Dreams are Colder than Death
Arthur Jafa
A landmark film on black life – a poetic filmic constellation of meditations, fragments and interviews on what it means to be black in America in the 21st century, from one of its great cinematographers.
Arika have been creating events since 2001. The Archive is space to share the documentation of our work, over 600 events from the past 20 years. Browse the archive by event, artists and collections, explore using theme pairs, or use the index for a comprehensive overview.
A landmark film on black life – a poetic filmic constellation of meditations, fragments and interviews on what it means to be black in America in the 21st century, from one of its great cinematographers.
A solo improvisation using just the situation of the concert: a space, a PA, Mattin’s own thoughts, you, the audience.
Argument is a provocative, multi-layered film essay, a trenchant analysis of the media and remains a critically relevant and critically inflammatory tract.
A short chat about what we (Arika) might be trying to do with our program for the Biennial.
A Festival supporting the struggle for Sex Workers’ Rights: share knowledge, discuss, dance and strategise!
How do you know what you want? Should freedom be doing what you ought, not doing what you want? How might a philosopher and artist turn this thinking into an enabling condition in the context of noise and improvisation?
Originally billed as a duo of Ingar Zach and Derek Bailey, John Butcher stood in for Bailey at the last minute.
Bringing together artists working with music, sound, film and the moving image, KYTN 2008 saw performances, improvisations, screenings and installations over three days at DCA.
Out of a dark haze, shafts of light emerge, as the emulsion is scratched from the surface of the film. Simultaneously, out of the black silence, noise and audible scratches bloom into a bright drone.
One of the most startling cinematic debuts on record, The Flicker is more a hallucination than a film, an out of body experience and riotous celebration of visual harmonics frequencies. An experiment in perception, come with your mind and eyes open.
Join activists, academics and artists as they reflect on abolitionist praxis and thought, exploring covergences with gender, poetry, technology, performance, speculation, aesthetics, film and culture. This series of events commemorates Black August and is for anyone who wishes to answer the abolitionist call to action and thought.
A recorded a conversation that grounds the Episode, exploring Ailton Krenak’s thinking and distinct poetics of life; as it work against capitalism and fascism, as a denunciation of political alliances, and maybe even of ‘politics’.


▶ [EXERCISE PROMPT]: From the listing below, pull out every line where the string "Ticketing" appears.

MATERIAL SHOWN Start Marker

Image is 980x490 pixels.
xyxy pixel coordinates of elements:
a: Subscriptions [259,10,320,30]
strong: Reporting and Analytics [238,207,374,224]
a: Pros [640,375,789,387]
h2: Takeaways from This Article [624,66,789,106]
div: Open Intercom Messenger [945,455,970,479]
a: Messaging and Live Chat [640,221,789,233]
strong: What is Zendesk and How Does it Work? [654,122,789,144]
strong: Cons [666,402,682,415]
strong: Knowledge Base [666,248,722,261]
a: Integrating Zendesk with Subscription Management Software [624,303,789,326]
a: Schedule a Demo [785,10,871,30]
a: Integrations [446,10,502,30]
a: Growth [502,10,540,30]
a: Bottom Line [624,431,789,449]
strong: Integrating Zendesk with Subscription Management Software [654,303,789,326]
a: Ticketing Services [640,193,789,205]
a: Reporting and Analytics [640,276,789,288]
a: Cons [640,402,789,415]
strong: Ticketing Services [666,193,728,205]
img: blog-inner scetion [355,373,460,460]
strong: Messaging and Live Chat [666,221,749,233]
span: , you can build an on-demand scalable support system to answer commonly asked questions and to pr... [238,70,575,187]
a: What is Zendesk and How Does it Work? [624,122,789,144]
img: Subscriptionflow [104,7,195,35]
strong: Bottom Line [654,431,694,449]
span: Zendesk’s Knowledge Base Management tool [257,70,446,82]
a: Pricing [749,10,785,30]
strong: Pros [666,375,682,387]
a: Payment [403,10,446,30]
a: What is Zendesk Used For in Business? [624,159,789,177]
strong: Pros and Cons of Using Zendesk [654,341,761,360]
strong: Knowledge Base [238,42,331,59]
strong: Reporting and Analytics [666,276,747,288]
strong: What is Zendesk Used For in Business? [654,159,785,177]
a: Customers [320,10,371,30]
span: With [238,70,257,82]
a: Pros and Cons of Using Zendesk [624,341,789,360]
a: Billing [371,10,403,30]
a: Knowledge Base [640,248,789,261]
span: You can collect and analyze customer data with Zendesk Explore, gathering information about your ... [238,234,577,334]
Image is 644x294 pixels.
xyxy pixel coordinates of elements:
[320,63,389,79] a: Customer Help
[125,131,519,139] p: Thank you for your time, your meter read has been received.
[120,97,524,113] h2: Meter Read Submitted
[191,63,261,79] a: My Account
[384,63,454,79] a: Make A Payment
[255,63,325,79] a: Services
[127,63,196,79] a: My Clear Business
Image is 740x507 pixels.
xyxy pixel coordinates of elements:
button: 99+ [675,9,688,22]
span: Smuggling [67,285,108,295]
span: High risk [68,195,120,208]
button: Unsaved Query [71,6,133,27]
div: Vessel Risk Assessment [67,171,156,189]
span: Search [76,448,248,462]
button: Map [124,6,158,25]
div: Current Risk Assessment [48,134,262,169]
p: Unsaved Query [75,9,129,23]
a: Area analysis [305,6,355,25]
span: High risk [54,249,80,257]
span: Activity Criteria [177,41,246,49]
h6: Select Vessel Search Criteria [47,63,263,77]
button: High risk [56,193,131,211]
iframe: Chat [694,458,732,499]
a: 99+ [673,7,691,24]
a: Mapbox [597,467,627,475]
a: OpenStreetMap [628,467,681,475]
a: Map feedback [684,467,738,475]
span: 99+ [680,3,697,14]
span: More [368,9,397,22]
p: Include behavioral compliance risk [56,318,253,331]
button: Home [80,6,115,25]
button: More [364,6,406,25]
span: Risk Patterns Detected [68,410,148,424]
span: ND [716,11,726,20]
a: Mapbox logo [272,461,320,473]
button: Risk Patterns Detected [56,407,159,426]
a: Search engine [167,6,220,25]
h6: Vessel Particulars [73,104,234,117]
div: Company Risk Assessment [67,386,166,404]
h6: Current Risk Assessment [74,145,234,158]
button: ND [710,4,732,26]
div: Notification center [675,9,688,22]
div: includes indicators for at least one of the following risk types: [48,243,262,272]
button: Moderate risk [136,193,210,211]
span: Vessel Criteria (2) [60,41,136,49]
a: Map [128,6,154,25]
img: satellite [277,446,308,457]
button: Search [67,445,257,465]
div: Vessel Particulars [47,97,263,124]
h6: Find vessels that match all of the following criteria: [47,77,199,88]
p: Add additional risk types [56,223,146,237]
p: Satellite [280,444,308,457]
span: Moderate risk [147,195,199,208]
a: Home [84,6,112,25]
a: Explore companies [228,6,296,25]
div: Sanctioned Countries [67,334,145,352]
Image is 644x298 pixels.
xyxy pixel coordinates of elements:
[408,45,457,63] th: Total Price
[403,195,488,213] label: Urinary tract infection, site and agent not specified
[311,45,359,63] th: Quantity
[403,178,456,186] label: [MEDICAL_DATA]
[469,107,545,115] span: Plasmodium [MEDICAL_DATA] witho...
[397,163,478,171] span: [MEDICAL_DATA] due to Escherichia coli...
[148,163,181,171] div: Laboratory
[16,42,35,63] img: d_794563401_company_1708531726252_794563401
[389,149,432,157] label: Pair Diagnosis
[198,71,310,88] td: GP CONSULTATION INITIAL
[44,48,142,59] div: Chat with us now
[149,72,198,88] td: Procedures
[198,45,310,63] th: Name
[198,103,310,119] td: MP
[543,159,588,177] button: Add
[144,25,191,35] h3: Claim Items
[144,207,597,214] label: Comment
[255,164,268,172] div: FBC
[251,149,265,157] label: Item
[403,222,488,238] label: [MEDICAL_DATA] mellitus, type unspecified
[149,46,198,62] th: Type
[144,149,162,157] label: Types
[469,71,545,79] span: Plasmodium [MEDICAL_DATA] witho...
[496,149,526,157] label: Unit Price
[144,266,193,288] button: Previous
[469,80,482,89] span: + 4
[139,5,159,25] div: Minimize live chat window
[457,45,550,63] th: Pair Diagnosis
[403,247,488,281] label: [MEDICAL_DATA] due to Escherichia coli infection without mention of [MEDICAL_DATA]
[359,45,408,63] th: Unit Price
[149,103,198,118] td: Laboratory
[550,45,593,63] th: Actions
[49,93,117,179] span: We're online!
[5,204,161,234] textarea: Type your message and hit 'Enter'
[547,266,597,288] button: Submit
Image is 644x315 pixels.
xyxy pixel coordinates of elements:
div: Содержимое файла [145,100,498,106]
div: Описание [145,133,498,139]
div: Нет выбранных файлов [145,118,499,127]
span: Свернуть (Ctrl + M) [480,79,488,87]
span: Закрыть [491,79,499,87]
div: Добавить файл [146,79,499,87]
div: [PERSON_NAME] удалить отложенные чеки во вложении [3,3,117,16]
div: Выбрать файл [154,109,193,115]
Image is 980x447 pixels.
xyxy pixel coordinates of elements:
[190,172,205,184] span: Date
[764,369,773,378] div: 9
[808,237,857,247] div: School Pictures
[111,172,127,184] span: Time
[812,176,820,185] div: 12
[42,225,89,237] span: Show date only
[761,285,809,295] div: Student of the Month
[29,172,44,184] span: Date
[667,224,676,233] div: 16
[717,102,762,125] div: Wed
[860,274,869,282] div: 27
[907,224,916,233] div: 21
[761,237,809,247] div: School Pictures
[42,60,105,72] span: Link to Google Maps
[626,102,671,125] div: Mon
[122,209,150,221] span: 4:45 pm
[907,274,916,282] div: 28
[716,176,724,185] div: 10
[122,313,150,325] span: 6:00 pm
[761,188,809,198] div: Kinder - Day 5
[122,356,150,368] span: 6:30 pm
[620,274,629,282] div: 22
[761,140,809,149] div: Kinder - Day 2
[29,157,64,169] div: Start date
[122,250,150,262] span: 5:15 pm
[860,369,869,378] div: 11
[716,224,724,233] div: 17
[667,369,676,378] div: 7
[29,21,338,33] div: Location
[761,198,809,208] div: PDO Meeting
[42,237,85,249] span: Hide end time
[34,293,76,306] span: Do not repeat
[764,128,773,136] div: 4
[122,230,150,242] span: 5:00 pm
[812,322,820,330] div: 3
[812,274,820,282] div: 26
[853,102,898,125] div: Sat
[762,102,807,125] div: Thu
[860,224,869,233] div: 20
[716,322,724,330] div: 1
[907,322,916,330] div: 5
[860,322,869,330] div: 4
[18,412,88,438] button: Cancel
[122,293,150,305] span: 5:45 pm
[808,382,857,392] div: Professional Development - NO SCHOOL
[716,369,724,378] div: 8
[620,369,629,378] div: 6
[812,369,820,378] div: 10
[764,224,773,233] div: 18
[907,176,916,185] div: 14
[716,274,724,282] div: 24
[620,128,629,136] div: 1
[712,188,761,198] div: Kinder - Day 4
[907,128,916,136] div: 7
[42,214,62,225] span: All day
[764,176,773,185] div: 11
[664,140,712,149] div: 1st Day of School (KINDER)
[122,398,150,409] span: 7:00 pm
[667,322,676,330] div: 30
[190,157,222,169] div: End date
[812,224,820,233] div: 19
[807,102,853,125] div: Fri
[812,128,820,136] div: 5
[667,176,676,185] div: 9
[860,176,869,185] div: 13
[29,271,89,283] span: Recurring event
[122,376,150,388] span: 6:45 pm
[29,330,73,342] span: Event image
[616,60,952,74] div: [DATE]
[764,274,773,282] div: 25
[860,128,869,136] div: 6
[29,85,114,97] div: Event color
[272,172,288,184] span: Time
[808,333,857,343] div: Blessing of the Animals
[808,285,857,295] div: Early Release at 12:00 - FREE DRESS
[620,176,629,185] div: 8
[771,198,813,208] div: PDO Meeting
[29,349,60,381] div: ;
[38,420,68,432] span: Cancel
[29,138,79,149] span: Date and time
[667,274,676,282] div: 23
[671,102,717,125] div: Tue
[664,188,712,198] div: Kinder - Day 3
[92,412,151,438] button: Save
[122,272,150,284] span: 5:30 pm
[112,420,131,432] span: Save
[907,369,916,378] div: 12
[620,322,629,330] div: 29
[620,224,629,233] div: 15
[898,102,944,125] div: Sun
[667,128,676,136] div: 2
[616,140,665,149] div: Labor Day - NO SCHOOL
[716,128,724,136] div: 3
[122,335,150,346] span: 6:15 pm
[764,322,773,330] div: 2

MATERIAL SHOWN End Marker

▶ [OUTPUT OF THE EXERCISE]:
a: Ticketing Services [640,193,789,205]
strong: Ticketing Services [666,193,728,205]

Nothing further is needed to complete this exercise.